Fermentation

Keeping a back-slop culture alive for fifteen years

Small clay pots of cultured whey on a stone windowsill, morning light

In the spring of 2011, about eighteen months into making cheese, I took a sample of whey from a batch that had acidified particularly well and used it to start a propagation culture rather than discarding it. The logic was simple: the milk from our particular herd, grazing our particular pasture, had fermented in a way that tasted right. If that character was partly a function of the bacteria in that milk, keeping them alive seemed worth trying.

That culture is still running. We use it as the primary starter for every belegen and oud batch we make. I have not been able to prove scientifically that it produces a better cheese than a commercial mesophilic culture would — the variables are too numerous and I do not have a laboratory. But in fifteen years of comparison tastings, it consistently produces a cheese with more complexity in the middle notes than the commercial culture we keep as a backup.

What a back-slop culture is

A back-slop (Dutch: terugzetten) is simply the practice of reserving a portion of active whey or curd from one batch to inoculate the next. It is one of the oldest methods in fermented food production — the same principle underlies traditional sourdough and many kefir and yogurt traditions. The culture evolves over time as it adapts to the specific substrate, temperature regime, and environment where it is maintained.

In commercial cheese production, back-slop fell out of use because it introduces variability. A commercial mesophilic culture — typically a defined blend of Lactococcus lactis subsp. lactis and cremoris — acidifies predictably, hits known pH targets at known times, and behaves consistently from batch to batch. For a factory producing thousands of wheels a week, that predictability is worth more than any flavour advantage a house culture might offer.

For a small operation making fifteen to twenty wheels per month, the variability is manageable if you pay attention.

The propagation routine

The culture is maintained in two parallel lines — a working pot and a reserve. After each cheese make, we transfer roughly 200 mL of whey from the vat into a sterilised glass jar, seal it, and refrigerate. This becomes the inoculant for the next batch, typically made three to five days later.

The reserve line is refreshed weekly whether we are making cheese or not. We heat a litre of whole milk from our own tank to 72 °C, hold it for fifteen seconds (a minimal pasteurisation — the culture needs a clean substrate to propagate into, not a competing microflora), cool it to 28 °C, inoculate with 2% from the reserve, incubate at 28 °C for twelve hours, then refrigerate.

The working culture is not pasteurised — it propagates directly into warm whey from the previous batch. This means it carries whatever was in the vat that day, which is occasionally a source of surprises.

Two failures and what caused them

We have lost the working culture twice. Once in 2015, when a bacteriophage contamination wiped out most of the lactococcal population in about four days — the tell was a dramatically slowed acidification that I initially attributed to cold weather affecting the cellar temperature before I tested the pH properly. We fell back to the reserve, which had not been exposed to the phage because it is propagated on pasteurised milk.

The second failure was in 2020, entirely my own fault. I used tap water instead of borehole water to rinse the propagation jar before one of the reserve refreshes. The tap water in this part of Noord-Holland is chlorinated at a level that is fine for drinking and lethal for a lactic acid culture within about six hours. The jar that week produced almost no acidity. We fell back to the commercial backup starter for two batches while the reserve recovered.

Both failures were recoverable because of the two-line system. If I were maintaining only one culture I would have lost it permanently in 2015.

How it tastes different

I am cautious about overstating this. Flavour perception is subjective and our tasting conditions are not controlled. But consistently, over many years, the cheese made with our house culture at 16 weeks shows:

That last point is the honest admission. The house culture produces less consistent results. In a summer with variable rainfall and rapidly changing pasture composition, some batches age differently than expected. We have learned to accommodate this, but it requires more attention during the aging process than a commercial culture would.

"Keeping a culture alive for fifteen years is mostly a matter of not being careless twice in the same week."

The commercial backup sits in the freezer. We use it two or three times a year when the house culture is behaving unusually or when we are recovering from a disruption. The cheese it produces is good. It is not our cheese.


*HOW TO COMPLETE THIS TASK*
Every line containing the word "name" is to be copied from the data below.

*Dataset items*
########

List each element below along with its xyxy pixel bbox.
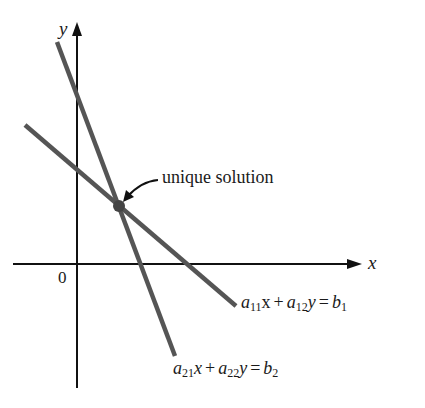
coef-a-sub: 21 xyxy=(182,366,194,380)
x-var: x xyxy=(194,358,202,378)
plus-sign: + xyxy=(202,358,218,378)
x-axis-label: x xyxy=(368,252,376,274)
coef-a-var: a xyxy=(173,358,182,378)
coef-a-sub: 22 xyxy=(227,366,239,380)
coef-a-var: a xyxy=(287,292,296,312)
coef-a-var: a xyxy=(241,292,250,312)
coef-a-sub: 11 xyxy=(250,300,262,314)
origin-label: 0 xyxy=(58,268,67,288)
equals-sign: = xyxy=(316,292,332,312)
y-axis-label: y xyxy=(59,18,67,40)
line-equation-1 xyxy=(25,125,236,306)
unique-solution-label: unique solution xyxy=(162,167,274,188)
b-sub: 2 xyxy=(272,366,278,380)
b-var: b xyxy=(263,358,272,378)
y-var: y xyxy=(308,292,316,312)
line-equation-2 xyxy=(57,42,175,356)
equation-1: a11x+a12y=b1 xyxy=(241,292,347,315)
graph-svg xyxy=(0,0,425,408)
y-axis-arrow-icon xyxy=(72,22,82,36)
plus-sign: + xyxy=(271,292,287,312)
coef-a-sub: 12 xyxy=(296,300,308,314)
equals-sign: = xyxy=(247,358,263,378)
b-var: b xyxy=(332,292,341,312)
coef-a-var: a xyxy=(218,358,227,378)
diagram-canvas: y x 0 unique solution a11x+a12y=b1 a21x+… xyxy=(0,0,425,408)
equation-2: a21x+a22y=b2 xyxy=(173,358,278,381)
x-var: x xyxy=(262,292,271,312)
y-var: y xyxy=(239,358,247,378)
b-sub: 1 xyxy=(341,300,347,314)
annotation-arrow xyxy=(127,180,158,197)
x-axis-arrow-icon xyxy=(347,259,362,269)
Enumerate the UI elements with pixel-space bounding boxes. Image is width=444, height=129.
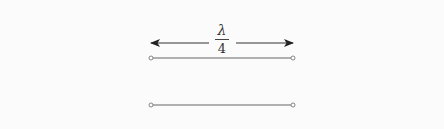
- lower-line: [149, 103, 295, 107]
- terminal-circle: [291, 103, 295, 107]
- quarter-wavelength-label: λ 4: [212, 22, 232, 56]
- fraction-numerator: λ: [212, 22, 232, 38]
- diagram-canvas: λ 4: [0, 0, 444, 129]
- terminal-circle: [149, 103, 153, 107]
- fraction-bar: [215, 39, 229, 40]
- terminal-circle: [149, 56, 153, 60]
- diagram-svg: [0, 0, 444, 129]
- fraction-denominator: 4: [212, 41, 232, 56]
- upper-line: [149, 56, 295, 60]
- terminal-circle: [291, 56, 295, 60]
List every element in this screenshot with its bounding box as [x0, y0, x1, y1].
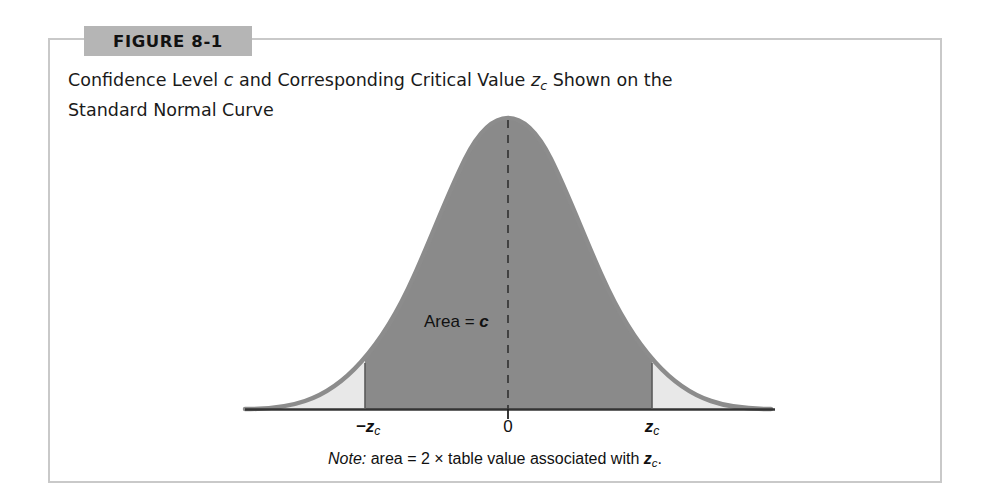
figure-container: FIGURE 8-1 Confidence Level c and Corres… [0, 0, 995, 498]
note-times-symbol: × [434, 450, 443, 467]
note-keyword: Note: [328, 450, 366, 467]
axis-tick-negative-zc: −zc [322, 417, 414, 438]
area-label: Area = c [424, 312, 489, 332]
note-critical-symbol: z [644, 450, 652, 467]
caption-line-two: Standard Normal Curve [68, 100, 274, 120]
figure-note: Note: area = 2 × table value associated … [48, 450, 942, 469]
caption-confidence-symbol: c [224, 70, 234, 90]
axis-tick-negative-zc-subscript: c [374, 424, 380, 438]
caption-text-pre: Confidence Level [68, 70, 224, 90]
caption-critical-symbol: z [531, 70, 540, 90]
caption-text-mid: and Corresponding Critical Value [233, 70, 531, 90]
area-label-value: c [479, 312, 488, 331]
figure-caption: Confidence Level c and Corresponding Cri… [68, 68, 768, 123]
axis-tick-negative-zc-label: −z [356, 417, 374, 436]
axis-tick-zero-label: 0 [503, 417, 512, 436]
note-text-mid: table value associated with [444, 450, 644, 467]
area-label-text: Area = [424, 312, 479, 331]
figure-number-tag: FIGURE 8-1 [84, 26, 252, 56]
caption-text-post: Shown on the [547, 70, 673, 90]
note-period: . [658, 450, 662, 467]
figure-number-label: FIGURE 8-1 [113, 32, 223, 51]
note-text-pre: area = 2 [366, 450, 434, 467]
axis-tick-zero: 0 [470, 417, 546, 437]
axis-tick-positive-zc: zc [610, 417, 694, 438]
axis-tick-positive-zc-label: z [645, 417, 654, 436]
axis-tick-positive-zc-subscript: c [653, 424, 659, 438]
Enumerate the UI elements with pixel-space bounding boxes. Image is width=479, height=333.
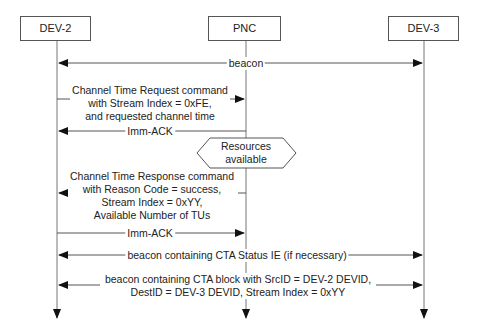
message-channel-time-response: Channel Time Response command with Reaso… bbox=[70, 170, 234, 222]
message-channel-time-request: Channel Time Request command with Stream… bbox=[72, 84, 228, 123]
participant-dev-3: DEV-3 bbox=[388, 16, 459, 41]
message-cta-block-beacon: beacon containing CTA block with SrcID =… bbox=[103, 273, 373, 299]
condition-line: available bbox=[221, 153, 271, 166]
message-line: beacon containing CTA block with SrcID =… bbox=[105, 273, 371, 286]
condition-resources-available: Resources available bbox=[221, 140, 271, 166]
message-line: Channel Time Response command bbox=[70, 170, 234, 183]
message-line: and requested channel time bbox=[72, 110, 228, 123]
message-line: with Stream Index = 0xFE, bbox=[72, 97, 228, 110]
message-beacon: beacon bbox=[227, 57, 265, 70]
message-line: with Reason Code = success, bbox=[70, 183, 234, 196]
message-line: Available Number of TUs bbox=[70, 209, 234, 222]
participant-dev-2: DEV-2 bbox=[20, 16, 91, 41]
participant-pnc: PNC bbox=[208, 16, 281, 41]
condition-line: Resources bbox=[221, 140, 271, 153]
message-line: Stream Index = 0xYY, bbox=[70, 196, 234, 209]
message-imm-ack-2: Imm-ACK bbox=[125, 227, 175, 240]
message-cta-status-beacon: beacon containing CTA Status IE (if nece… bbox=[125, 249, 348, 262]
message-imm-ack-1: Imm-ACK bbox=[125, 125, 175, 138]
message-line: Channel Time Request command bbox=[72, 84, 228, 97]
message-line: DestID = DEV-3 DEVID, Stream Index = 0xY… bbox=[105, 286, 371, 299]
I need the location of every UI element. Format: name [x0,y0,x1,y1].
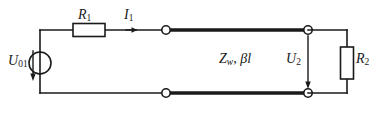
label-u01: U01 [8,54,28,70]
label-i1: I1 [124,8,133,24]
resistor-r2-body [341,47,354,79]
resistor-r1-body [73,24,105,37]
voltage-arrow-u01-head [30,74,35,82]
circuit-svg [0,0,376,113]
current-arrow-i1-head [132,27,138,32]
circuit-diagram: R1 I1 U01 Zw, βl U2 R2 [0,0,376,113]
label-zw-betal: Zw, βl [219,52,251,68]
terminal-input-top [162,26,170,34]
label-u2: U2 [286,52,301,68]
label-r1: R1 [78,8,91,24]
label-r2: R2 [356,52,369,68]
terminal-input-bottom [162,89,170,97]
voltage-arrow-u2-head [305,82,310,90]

########

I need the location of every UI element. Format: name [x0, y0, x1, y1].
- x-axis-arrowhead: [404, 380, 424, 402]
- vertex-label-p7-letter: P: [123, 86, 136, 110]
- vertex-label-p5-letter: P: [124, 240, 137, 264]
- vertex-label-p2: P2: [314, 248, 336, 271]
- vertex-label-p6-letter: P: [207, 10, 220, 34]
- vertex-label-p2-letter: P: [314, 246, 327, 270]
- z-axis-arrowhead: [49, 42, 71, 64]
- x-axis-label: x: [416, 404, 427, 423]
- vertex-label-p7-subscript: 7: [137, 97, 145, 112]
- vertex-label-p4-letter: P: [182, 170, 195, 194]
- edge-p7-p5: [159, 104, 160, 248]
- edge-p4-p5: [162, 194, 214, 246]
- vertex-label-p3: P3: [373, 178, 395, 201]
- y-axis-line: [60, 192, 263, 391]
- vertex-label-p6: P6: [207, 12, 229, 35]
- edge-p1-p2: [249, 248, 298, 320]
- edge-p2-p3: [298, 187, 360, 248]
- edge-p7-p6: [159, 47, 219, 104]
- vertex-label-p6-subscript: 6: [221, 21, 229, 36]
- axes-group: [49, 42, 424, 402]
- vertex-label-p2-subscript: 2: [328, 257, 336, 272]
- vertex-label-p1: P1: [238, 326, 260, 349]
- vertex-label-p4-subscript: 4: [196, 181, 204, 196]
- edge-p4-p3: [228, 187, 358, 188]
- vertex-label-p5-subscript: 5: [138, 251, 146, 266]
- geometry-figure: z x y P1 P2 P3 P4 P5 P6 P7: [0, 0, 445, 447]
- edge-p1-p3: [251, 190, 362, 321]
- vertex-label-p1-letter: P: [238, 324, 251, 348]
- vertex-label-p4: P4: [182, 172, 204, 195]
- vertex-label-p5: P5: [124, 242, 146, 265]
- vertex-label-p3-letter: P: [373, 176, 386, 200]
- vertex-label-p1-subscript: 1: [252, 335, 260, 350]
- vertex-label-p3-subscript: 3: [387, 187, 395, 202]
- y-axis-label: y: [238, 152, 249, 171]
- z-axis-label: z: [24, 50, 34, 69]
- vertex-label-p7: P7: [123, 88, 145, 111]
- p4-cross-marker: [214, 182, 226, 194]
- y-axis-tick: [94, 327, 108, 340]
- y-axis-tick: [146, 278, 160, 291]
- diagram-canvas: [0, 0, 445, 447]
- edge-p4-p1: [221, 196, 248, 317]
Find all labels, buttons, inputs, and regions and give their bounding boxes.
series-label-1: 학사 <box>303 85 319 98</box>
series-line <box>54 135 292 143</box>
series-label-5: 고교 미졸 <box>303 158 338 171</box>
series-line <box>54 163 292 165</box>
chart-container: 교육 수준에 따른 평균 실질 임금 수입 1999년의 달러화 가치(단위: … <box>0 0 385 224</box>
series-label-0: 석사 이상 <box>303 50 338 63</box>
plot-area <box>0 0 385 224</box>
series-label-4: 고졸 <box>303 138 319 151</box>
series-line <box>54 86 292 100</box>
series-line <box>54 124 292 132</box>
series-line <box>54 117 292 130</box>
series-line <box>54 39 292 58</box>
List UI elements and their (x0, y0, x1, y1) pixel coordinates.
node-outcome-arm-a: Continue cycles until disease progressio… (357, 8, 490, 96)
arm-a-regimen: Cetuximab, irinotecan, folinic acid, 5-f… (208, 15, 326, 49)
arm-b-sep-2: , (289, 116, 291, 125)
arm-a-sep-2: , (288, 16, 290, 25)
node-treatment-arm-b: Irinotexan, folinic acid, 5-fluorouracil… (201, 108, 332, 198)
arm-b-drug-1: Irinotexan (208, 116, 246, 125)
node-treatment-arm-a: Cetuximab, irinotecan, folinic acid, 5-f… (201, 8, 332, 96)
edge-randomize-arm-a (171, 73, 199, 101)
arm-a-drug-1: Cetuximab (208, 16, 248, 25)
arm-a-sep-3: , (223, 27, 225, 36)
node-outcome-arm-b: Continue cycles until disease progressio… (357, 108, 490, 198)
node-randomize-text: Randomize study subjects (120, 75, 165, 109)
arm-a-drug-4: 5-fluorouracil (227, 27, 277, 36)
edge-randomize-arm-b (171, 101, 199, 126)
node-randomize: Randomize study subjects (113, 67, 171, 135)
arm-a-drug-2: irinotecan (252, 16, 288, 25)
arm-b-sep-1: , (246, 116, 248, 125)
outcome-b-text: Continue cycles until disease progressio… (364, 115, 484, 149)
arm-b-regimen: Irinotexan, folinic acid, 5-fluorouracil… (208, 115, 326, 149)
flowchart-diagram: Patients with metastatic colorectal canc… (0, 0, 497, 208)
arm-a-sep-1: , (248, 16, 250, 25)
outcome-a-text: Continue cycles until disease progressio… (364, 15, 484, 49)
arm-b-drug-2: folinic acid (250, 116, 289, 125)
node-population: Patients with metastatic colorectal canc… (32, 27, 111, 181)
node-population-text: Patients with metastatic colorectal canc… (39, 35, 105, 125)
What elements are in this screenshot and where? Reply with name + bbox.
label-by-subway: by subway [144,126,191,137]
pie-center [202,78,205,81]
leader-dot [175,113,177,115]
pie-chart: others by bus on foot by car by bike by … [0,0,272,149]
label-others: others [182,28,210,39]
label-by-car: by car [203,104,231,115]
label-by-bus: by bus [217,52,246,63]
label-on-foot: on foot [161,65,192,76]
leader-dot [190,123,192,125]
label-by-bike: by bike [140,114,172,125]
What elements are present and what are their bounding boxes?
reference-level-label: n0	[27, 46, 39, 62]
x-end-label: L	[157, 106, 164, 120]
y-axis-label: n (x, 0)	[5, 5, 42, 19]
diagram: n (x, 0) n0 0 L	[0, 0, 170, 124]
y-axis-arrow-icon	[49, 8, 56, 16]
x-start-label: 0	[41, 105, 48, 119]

########

*COMPLETED EXERCISE*
I need the location of every UI element. Format: name [x0,y0,x1,y1].
I need the location of every UI element. Format: name [x0, y0, x1, y1].
What elements are in this screenshot and where? Reply with name + bbox.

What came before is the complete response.